"No family ties to break, should I wish, if it were possible, for you to stay with me always?"

"Oh, sir, you would not speak so if you—if I could be honest and brave with you."

"My child—oh! my child; I cannot bear to see those tears. If you knew how dear you are to me, you would think well before you cast anything between us."

She buries her face in her hands; for a sacred space her heart throbs in its joy, and she feels that it were well worth the coming years of hunger to taste the sweet bliss as she tastes it now; and then she meekly looks her situation in the face.

"There are no family ties keeping me from you," she murmurs, as firmly as she may; "but it would not be honorable for me to accept any gratitude from you, or to accede to any such request as you have made, because—I did not come here and find you out with any craven hope of reward. I have barely done my duty toward you, and have had no thought of buying your love."

"I do not understand. I love you, Heaven knows, most fervently, Perdita; but whether you have bought it or not, I cannot say. It is yours, and cannot be recalled."

"And I cannot take it under such circumstances as those in which I won it. When you understand fully your affairs, you will then see how mercenary I would be to accept your love now."

"Mercenary? My poor child? I offer you this poor, wasted hand, and a broken constitution, and penniless prospects wherewith to be happy; and it is a part of my native selfishness to imagine that my great love could compensate for all drawbacks, but there is not the smallest room for suspecting you of mercenary motives—not the smallest."

"I have heard it said"—this with piteous hesitation—"that Colonel Brand was to be reinstated in his rights—that a great estate in England was going to be offered to him."

The invalid half raises himself on his elbow, and laughs heartily.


▸ TASK TO COMPLETE:
Report how many lines in the records below hold the word "Locus". Add nothing to the number.

▸ PROVIDED ENTRIES:
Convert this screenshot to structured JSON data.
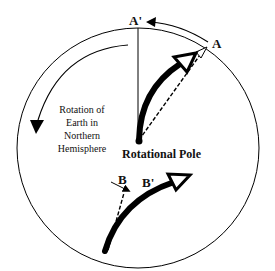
{
  "diagram": {
    "labels": {
      "a_prime": "A'",
      "a": "A",
      "b": "B",
      "b_prime": "B'",
      "pole": "Rotational Pole",
      "rotation_line1": "Rotation of",
      "rotation_line2": "Earth in",
      "rotation_line3": "Northern",
      "rotation_line4": "Hemisphere"
    },
    "colors": {
      "stroke": "#000000",
      "background": "#ffffff"
    }
  }
}
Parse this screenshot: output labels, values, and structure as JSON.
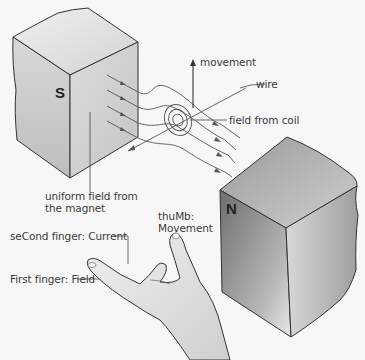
{
  "diagram": {
    "colors": {
      "background": "#f7f7f7",
      "magnet_light": "#e6e6e6",
      "magnet_mid": "#c9c9c9",
      "magnet_dark": "#7a7a7a",
      "line": "#444444",
      "hand_fill": "#dcdcdc"
    },
    "magnets": {
      "south": {
        "pole_label": "S"
      },
      "north": {
        "pole_label": "N"
      }
    },
    "labels": {
      "movement": "movement",
      "wire": "wire",
      "field_from_coil": "field from coil",
      "uniform_field_line1": "uniform field from",
      "uniform_field_line2": "the magnet",
      "thumb_line1": "thuMb:",
      "thumb_line2": "Movement",
      "second_finger": "seCond finger: Current",
      "first_finger": "First finger: Field"
    }
  }
}
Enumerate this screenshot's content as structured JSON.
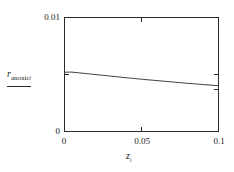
{
  "figure": {
    "background_color": "#ffffff",
    "line_color": "#2b2b2b",
    "frame_color": "#2b2b2b"
  },
  "axes": {
    "y": {
      "title_main": "r",
      "title_sub": "anoxic",
      "title_subsub": "i",
      "tick_labels": [
        "0",
        "0.01"
      ],
      "min_label": "0",
      "max_label": "0.01"
    },
    "x": {
      "title_main": "z",
      "title_sub": "i",
      "tick_labels": [
        "0",
        "0.05",
        "0.1"
      ],
      "label_0": "0",
      "label_mid": "0.05",
      "label_max": "0.1"
    }
  },
  "chart_data": {
    "type": "line",
    "title": "",
    "xlabel": "z_i",
    "ylabel": "r_anoxic_i",
    "xlim": [
      0,
      0.1
    ],
    "ylim": [
      0,
      0.01
    ],
    "xticks": [
      0,
      0.05,
      0.1
    ],
    "yticks": [
      0,
      0.01
    ],
    "grid": false,
    "legend": null,
    "series": [
      {
        "name": "r_anoxic_i",
        "x": [
          0.0,
          0.005,
          0.01,
          0.015,
          0.02,
          0.025,
          0.03,
          0.035,
          0.04,
          0.045,
          0.05,
          0.055,
          0.06,
          0.065,
          0.07,
          0.075,
          0.08,
          0.085,
          0.09,
          0.095,
          0.1
        ],
        "y": [
          0.0052,
          0.00521,
          0.00514,
          0.00507,
          0.005,
          0.00493,
          0.00486,
          0.00479,
          0.00472,
          0.00466,
          0.00459,
          0.00453,
          0.00447,
          0.00441,
          0.00435,
          0.00429,
          0.00423,
          0.00418,
          0.00412,
          0.00407,
          0.00402
        ]
      }
    ]
  }
}
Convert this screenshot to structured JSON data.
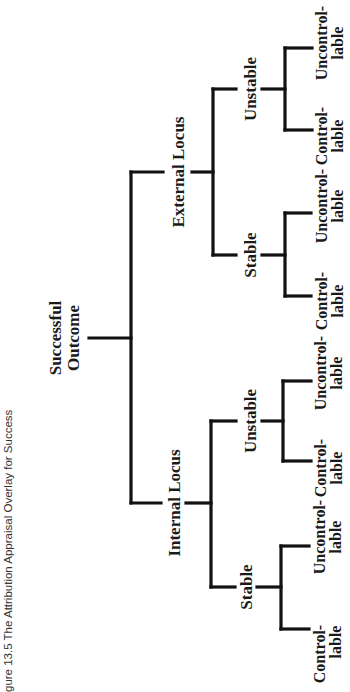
{
  "caption": "gure 13.5   The Attribution Appraisal Overlay for Success",
  "root": {
    "line1": "Successful",
    "line2": "Outcome"
  },
  "branches": {
    "internal": {
      "label": "Internal Locus",
      "stable": {
        "label": "Stable",
        "leaves": [
          {
            "line1": "Control-",
            "line2": "lable"
          },
          {
            "line1": "Uncontrol-",
            "line2": "lable"
          }
        ]
      },
      "unstable": {
        "label": "Unstable",
        "leaves": [
          {
            "line1": "Control-",
            "line2": "lable"
          },
          {
            "line1": "Uncontrol-",
            "line2": "lable"
          }
        ]
      }
    },
    "external": {
      "label": "External Locus",
      "stable": {
        "label": "Stable",
        "leaves": [
          {
            "line1": "Control-",
            "line2": "lable"
          },
          {
            "line1": "Uncontrol-",
            "line2": "lable"
          }
        ]
      },
      "unstable": {
        "label": "Unstable",
        "leaves": [
          {
            "line1": "Control-",
            "line2": "lable"
          },
          {
            "line1": "Uncontrol-",
            "line2": "lable"
          }
        ]
      }
    }
  },
  "colors": {
    "line": "#111111",
    "text": "#1a1a1a",
    "caption": "#333333",
    "background": "#ffffff"
  }
}
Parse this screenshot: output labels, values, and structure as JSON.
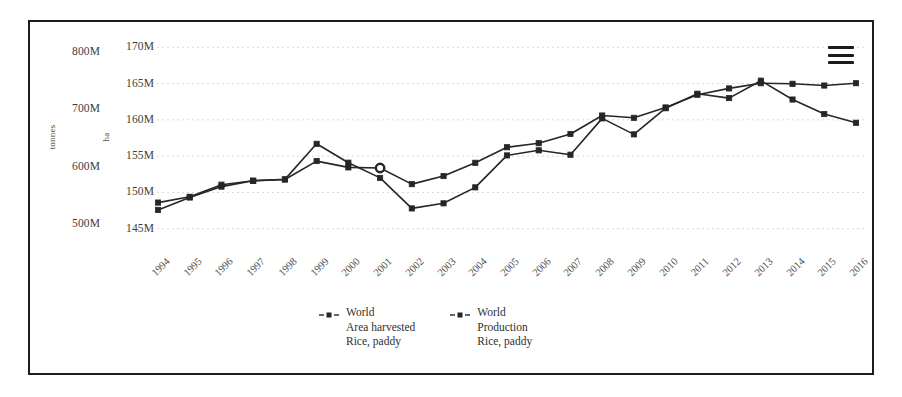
{
  "chart_data": {
    "type": "line",
    "title": "",
    "xlabel": "",
    "ylabel": "tonnes",
    "y2label": "ha",
    "grid": true,
    "legend_position": "bottom-center",
    "categories": [
      1994,
      1995,
      1996,
      1997,
      1998,
      1999,
      2000,
      2001,
      2002,
      2003,
      2004,
      2005,
      2006,
      2007,
      2008,
      2009,
      2010,
      2011,
      2012,
      2013,
      2014,
      2015,
      2016
    ],
    "x_tick_labels": [
      "1994",
      "1995",
      "1996",
      "1997",
      "1998",
      "1999",
      "2000",
      "2001",
      "2002",
      "2003",
      "2004",
      "2005",
      "2006",
      "2007",
      "2008",
      "2009",
      "2010",
      "2011",
      "2012",
      "2013",
      "2014",
      "2015",
      "2016"
    ],
    "y_axes": [
      {
        "id": "left",
        "label": "tonnes",
        "tick_labels": [
          "800M",
          "700M",
          "600M",
          "500M"
        ],
        "tick_values": [
          800000000,
          700000000,
          600000000,
          500000000
        ],
        "ylim": [
          480000000,
          820000000
        ]
      },
      {
        "id": "right",
        "label": "ha",
        "tick_labels": [
          "170M",
          "165M",
          "160M",
          "155M",
          "150M",
          "145M"
        ],
        "tick_values": [
          170000000,
          165000000,
          160000000,
          155000000,
          150000000,
          145000000
        ],
        "ylim": [
          144000000,
          171000000
        ]
      }
    ],
    "series": [
      {
        "name": "World Area harvested Rice, paddy",
        "legend_lines": [
          "World",
          "Area harvested",
          "Rice, paddy"
        ],
        "axis": "right",
        "unit": "ha",
        "color": "#262626",
        "marker": "square",
        "values": [
          147600000,
          149300000,
          150800000,
          151600000,
          151800000,
          156700000,
          154100000,
          152000000,
          147800000,
          148500000,
          150700000,
          155100000,
          155800000,
          155200000,
          160200000,
          158000000,
          161600000,
          163600000,
          163000000,
          165400000,
          162800000,
          160800000,
          159600000
        ]
      },
      {
        "name": "World Production Rice, paddy",
        "legend_lines": [
          "World",
          "Production",
          "Rice, paddy"
        ],
        "axis": "left",
        "unit": "tonnes",
        "color": "#262626",
        "marker": "square",
        "values": [
          538000000,
          548000000,
          569000000,
          576000000,
          578000000,
          610000000,
          599000000,
          598000000,
          570000000,
          584000000,
          607000000,
          634000000,
          641000000,
          657000000,
          689000000,
          685000000,
          703000000,
          725000000,
          736000000,
          745000000,
          744000000,
          741000000,
          745000000
        ]
      }
    ],
    "highlighted_point": {
      "series": "World Production Rice, paddy",
      "category": "2001",
      "marker": "circle-outline"
    }
  },
  "toolbar": {
    "menu_label": "Chart context menu",
    "menu_icon": "hamburger-menu-icon"
  },
  "legend": {
    "entries": [
      {
        "lines": [
          "World",
          "Area harvested",
          "Rice, paddy"
        ]
      },
      {
        "lines": [
          "World",
          "Production",
          "Rice, paddy"
        ]
      }
    ]
  }
}
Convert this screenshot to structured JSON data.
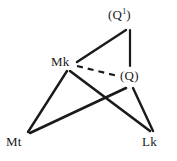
{
  "diagram": {
    "type": "graph",
    "background_color": "#ffffff",
    "line_color": "#1a1a1a",
    "text_color": "#1a1a1a",
    "width": 177,
    "height": 161,
    "nodes": [
      {
        "id": "q1",
        "label_prefix": "(Q",
        "label_sup": "1",
        "label_suffix": ")",
        "label": "(Q¹)",
        "x": 130,
        "y": 16
      },
      {
        "id": "mk",
        "label_prefix": "Mk",
        "label_sup": "",
        "label_suffix": "",
        "label": "Mk",
        "x": 62,
        "y": 62
      },
      {
        "id": "q",
        "label_prefix": "(Q",
        "label_sup": "",
        "label_suffix": ")",
        "label": "(Q)",
        "x": 131,
        "y": 76
      },
      {
        "id": "mt",
        "label_prefix": "Mt",
        "label_sup": "",
        "label_suffix": "",
        "label": "Mt",
        "x": 17,
        "y": 142
      },
      {
        "id": "lk",
        "label_prefix": "Lk",
        "label_sup": "",
        "label_suffix": "",
        "label": "Lk",
        "x": 152,
        "y": 142
      }
    ],
    "edges": [
      {
        "id": "mk-q1",
        "from": "Mk",
        "to": "(Q¹)",
        "style": "solid",
        "x1": 77,
        "y1": 62,
        "x2": 126,
        "y2": 30
      },
      {
        "id": "q1-q",
        "from": "(Q¹)",
        "to": "(Q)",
        "style": "solid",
        "x1": 130,
        "y1": 30,
        "x2": 130,
        "y2": 66
      },
      {
        "id": "mk-q",
        "from": "Mk",
        "to": "(Q)",
        "style": "dashed",
        "x1": 77,
        "y1": 66,
        "x2": 118,
        "y2": 76
      },
      {
        "id": "mk-mt",
        "from": "Mk",
        "to": "Mt",
        "style": "solid",
        "x1": 67,
        "y1": 71,
        "x2": 28,
        "y2": 132
      },
      {
        "id": "mk-lk",
        "from": "Mk",
        "to": "Lk",
        "style": "solid",
        "x1": 70,
        "y1": 71,
        "x2": 150,
        "y2": 131
      },
      {
        "id": "mt-q",
        "from": "Mt",
        "to": "(Q)",
        "style": "solid",
        "x1": 30,
        "y1": 133,
        "x2": 126,
        "y2": 88
      },
      {
        "id": "q-lk",
        "from": "(Q)",
        "to": "Lk",
        "style": "solid",
        "x1": 133,
        "y1": 88,
        "x2": 153,
        "y2": 131
      }
    ]
  }
}
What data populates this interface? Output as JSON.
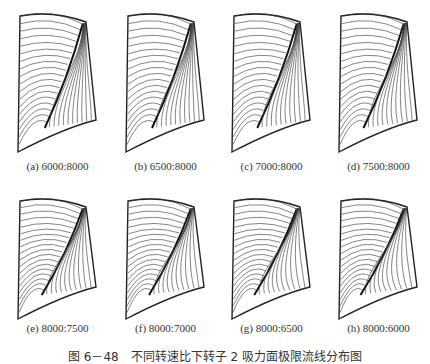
{
  "figure": {
    "caption": "图 6－48　不同转速比下转子 2 吸力面极限流线分布图",
    "panels": [
      {
        "label": "(a) 6000:8000",
        "ratio": [
          6000,
          8000
        ],
        "vortex": 0.55
      },
      {
        "label": "(b) 6500:8000",
        "ratio": [
          6500,
          8000
        ],
        "vortex": 0.6
      },
      {
        "label": "(c) 7000:8000",
        "ratio": [
          7000,
          8000
        ],
        "vortex": 0.65
      },
      {
        "label": "(d) 7500:8000",
        "ratio": [
          7500,
          8000
        ],
        "vortex": 0.7
      },
      {
        "label": "(e) 8000:7500",
        "ratio": [
          8000,
          7500
        ],
        "vortex": 0.75
      },
      {
        "label": "(f) 8000:7000",
        "ratio": [
          8000,
          7000
        ],
        "vortex": 0.8
      },
      {
        "label": "(g) 8000:6500",
        "ratio": [
          8000,
          6500
        ],
        "vortex": 0.85
      },
      {
        "label": "(h) 8000:6000",
        "ratio": [
          8000,
          6000
        ],
        "vortex": 0.9
      }
    ]
  }
}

▸ EXERCISE RESULT:
2